Google dependency is bad for you

Eight in 10 Canadians are on Google, a market dominance unheard of in nearly any other industry. That number expands to 90 per cent worldwide.

More Canadians are flocking to online for their news, including the majority of the younger generation, according to a survey by Media Technology Monitor, and these numbers are climbing. This means that in order to find news, one of the key portals to the information is via a Google search. 

This is dangerous. 

Today’s media landscape is so polarized and partisan that news can be tailor-made. With parties not only disagreeing on platforms but also on the facts themselves, people don’t have to search long to find a blogger, journalist or website that will reinforce their specific views and opinions – right or wrong. 

With this generation’s ability to search out the “information” that will make them most comfortable, and Google facilitating that through their protected algorithm, what’s left is a genuine threat to democracy via a poorly informed – sometimes misinformed – electorate. 

Google’s secretive algorithm, humming in the background with every keystroke in the search bar, is going to present articles that it calculates to be most relevant to the user, based on their digital footprint. The algorithm factors in, among other things, the user’s past searches in order to pinpoint exactly what they will find the most appealing. If the user has typically searched Sun Media, then they’ll get Sun Media articles as the first hits from their search. Same goes for the Toronto Star, or any other news source the user has frequented. 

Instead of having to engage with dissenting and differing opinions, news consumers will usually be presented with only the “news sources” they’ve looked at in the past. Whether the person is a fan of The Guardian or Fox News, in the end they’re not seeing the whole picture when they engage with only one side of the debate.  

Hundreds of millions of people all over the world are getting their news and information tailor-made via a Google search. But Google isn’t the boogieman in this situation– it’s us. The public has more than demonstrated that polarizing media platforms work. It’s what’s wanted. 

People like the echo chamber because it means they never have to be wrong, no matter how many facts are aligned against them. Google isn’t actively blocking out the dissenting opinion, it just means that people will have to dig a little deeper for information, and sometimes it means coming into contact with others who don’t think like they do. 

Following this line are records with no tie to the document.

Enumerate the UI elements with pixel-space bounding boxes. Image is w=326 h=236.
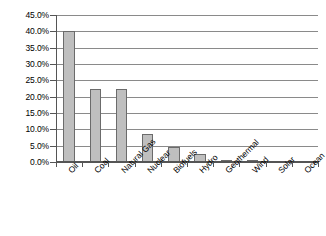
x-tick-mark: [292, 162, 293, 167]
y-tick-mark: [50, 48, 56, 49]
gridline: [56, 31, 318, 32]
x-tick-mark: [56, 162, 57, 167]
y-tick-mark: [50, 97, 56, 98]
x-tick-mark: [108, 162, 109, 167]
y-tick-mark: [50, 146, 56, 147]
y-tick-label: 20.0%: [25, 92, 49, 101]
y-tick-label: 40.0%: [25, 27, 49, 36]
y-tick-label: 35.0%: [25, 43, 49, 52]
y-axis-line: [56, 15, 57, 163]
y-tick-label: 10.0%: [25, 125, 49, 134]
y-tick-label: 25.0%: [25, 76, 49, 85]
gridline: [56, 64, 318, 65]
x-tick-mark: [82, 162, 83, 167]
x-tick-mark: [266, 162, 267, 167]
y-tick-mark: [50, 64, 56, 65]
gridline: [56, 80, 318, 81]
x-tick-mark: [239, 162, 240, 167]
x-tick-mark: [318, 162, 319, 167]
y-tick-mark: [50, 80, 56, 81]
y-tick-label: 5.0%: [30, 141, 49, 150]
y-tick-label: 45.0%: [25, 11, 49, 20]
y-tick-label: 0.0%: [30, 158, 49, 167]
x-tick-mark: [187, 162, 188, 167]
y-tick-label: 30.0%: [25, 60, 49, 69]
plot-area: [56, 15, 318, 162]
y-axis-tick-labels: 0.0%5.0%10.0%15.0%20.0%25.0%30.0%35.0%40…: [0, 0, 52, 236]
y-tick-mark: [50, 113, 56, 114]
y-tick-mark: [50, 15, 56, 16]
bar-oil[interactable]: [63, 31, 75, 162]
x-tick-mark: [135, 162, 136, 167]
y-tick-mark: [50, 129, 56, 130]
bar-natural-gas[interactable]: [116, 89, 128, 163]
gridline: [56, 48, 318, 49]
bar-coal[interactable]: [90, 89, 102, 163]
y-tick-label: 15.0%: [25, 109, 49, 118]
y-tick-mark: [50, 31, 56, 32]
x-tick-mark: [161, 162, 162, 167]
x-tick-mark: [213, 162, 214, 167]
gridline: [56, 15, 318, 16]
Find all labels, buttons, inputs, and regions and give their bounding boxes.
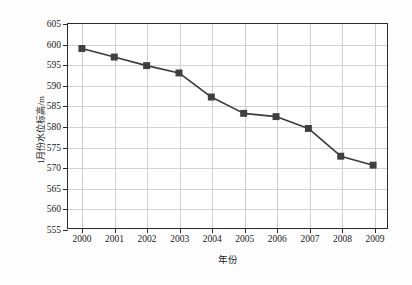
data-point-marker: [78, 45, 85, 52]
x-tick-label: 2008: [333, 234, 352, 244]
x-tick-label: 2003: [170, 234, 189, 244]
x-tick-label: 2006: [268, 234, 287, 244]
y-tick-label: 590: [47, 81, 61, 91]
x-tick-label: 2005: [235, 234, 254, 244]
x-tick-label: 2000: [73, 234, 92, 244]
x-tick-mark: [277, 228, 278, 233]
x-tick-mark: [245, 228, 246, 233]
x-tick-mark: [115, 228, 116, 233]
y-tick-mark: [63, 230, 68, 231]
x-tick-mark: [147, 228, 148, 233]
y-tick-label: 585: [47, 101, 61, 111]
x-tick-label: 2002: [138, 234, 157, 244]
x-tick-mark: [310, 228, 311, 233]
chart-figure: 1月份水位标高/m 555560565570575580585590595600…: [0, 0, 412, 285]
y-tick-label: 565: [47, 184, 61, 194]
y-tick-label: 580: [47, 122, 61, 132]
data-point-marker: [208, 94, 215, 101]
data-point-marker: [337, 153, 344, 160]
y-tick-label: 575: [47, 143, 61, 153]
data-point-marker: [240, 110, 247, 117]
data-point-marker: [273, 113, 280, 120]
x-tick-label: 2009: [366, 234, 385, 244]
plot-area: 555560565570575580585590595600605 200020…: [67, 23, 388, 229]
data-point-marker: [143, 62, 150, 69]
x-tick-label: 2004: [203, 234, 222, 244]
data-point-marker: [175, 69, 182, 76]
y-tick-label: 605: [47, 19, 61, 29]
x-axis-title: 年份: [67, 252, 388, 266]
y-tick-label: 560: [47, 204, 61, 214]
x-tick-mark: [82, 228, 83, 233]
x-tick-mark: [180, 228, 181, 233]
y-tick-label: 555: [47, 225, 61, 235]
x-tick-label: 2001: [105, 234, 124, 244]
x-tick-mark: [342, 228, 343, 233]
series-line: [68, 24, 387, 228]
y-tick-label: 595: [47, 60, 61, 70]
data-point-marker: [111, 54, 118, 61]
x-tick-mark: [375, 228, 376, 233]
y-tick-label: 600: [47, 40, 61, 50]
data-point-marker: [370, 162, 377, 169]
data-point-marker: [305, 125, 312, 132]
x-tick-label: 2007: [300, 234, 319, 244]
y-tick-label: 570: [47, 163, 61, 173]
x-tick-mark: [212, 228, 213, 233]
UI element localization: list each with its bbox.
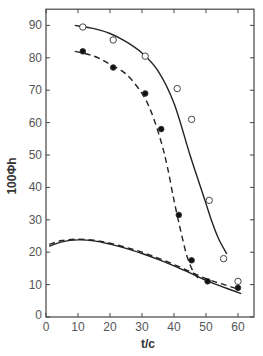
x-axis-label: t/c	[141, 337, 155, 351]
filled-circle-marker	[189, 258, 195, 264]
y-tick-label: 30	[29, 213, 43, 227]
x-tick-label: 10	[71, 320, 85, 334]
open-circle-marker	[220, 255, 226, 261]
plot-frame	[46, 9, 254, 317]
open-circle-marker	[235, 278, 241, 284]
chart: 01020304050600102030405060708090 t/c 100…	[0, 0, 263, 356]
open-circle-marker	[188, 116, 194, 122]
y-tick-label: 70	[29, 83, 43, 97]
open-circle-marker	[174, 85, 180, 91]
open-circle-marker	[80, 24, 86, 30]
solid-curve	[49, 240, 241, 294]
y-tick-label: 10	[29, 278, 43, 292]
y-axis-label: 100Φh	[5, 157, 19, 194]
open-circle-marker	[110, 37, 116, 43]
y-tick-label: 90	[29, 18, 43, 32]
y-tick-label: 50	[29, 148, 43, 162]
filled-circle-marker	[110, 65, 116, 71]
x-tick-label: 20	[103, 320, 117, 334]
x-tick-label: 50	[199, 320, 213, 334]
open-circle-marker	[142, 53, 148, 59]
y-tick-label: 0	[35, 308, 42, 322]
data-markers	[80, 24, 242, 291]
open-circle-marker	[206, 197, 212, 203]
x-tick-label: 0	[43, 320, 50, 334]
filled-circle-marker	[235, 285, 241, 291]
x-tick-label: 30	[135, 320, 149, 334]
y-tick-label: 60	[29, 116, 43, 130]
y-tick-label: 80	[29, 51, 43, 65]
solid-curve	[75, 25, 227, 253]
filled-circle-marker	[205, 279, 211, 285]
curves	[49, 25, 241, 293]
y-tick-label: 40	[29, 180, 43, 194]
x-tick-label: 60	[231, 320, 245, 334]
filled-circle-marker	[158, 126, 164, 132]
plot-border	[46, 9, 254, 317]
filled-circle-marker	[142, 91, 148, 97]
filled-circle-marker	[80, 49, 86, 55]
y-tick-label: 20	[29, 245, 43, 259]
filled-circle-marker	[176, 212, 182, 218]
dashed-curve	[75, 51, 198, 278]
x-tick-label: 40	[167, 320, 181, 334]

Sure, Canadians could protect themselves using a browser that guarantees privacy and no data collection, like DuckDuckGo, but the issue isn’t Google. The public needs to argue loud and clear that it wants balanced journalism by avoiding partisan clickbait articles, and instead opting to do the digging necessary to see a more complete picture. 

The media, for its part, has to stop indulging people’s baser needs for constant reinforcement and reaffirmation. It’s okay to be wrong.

Besides, you can just Google the right answer when no one is looking.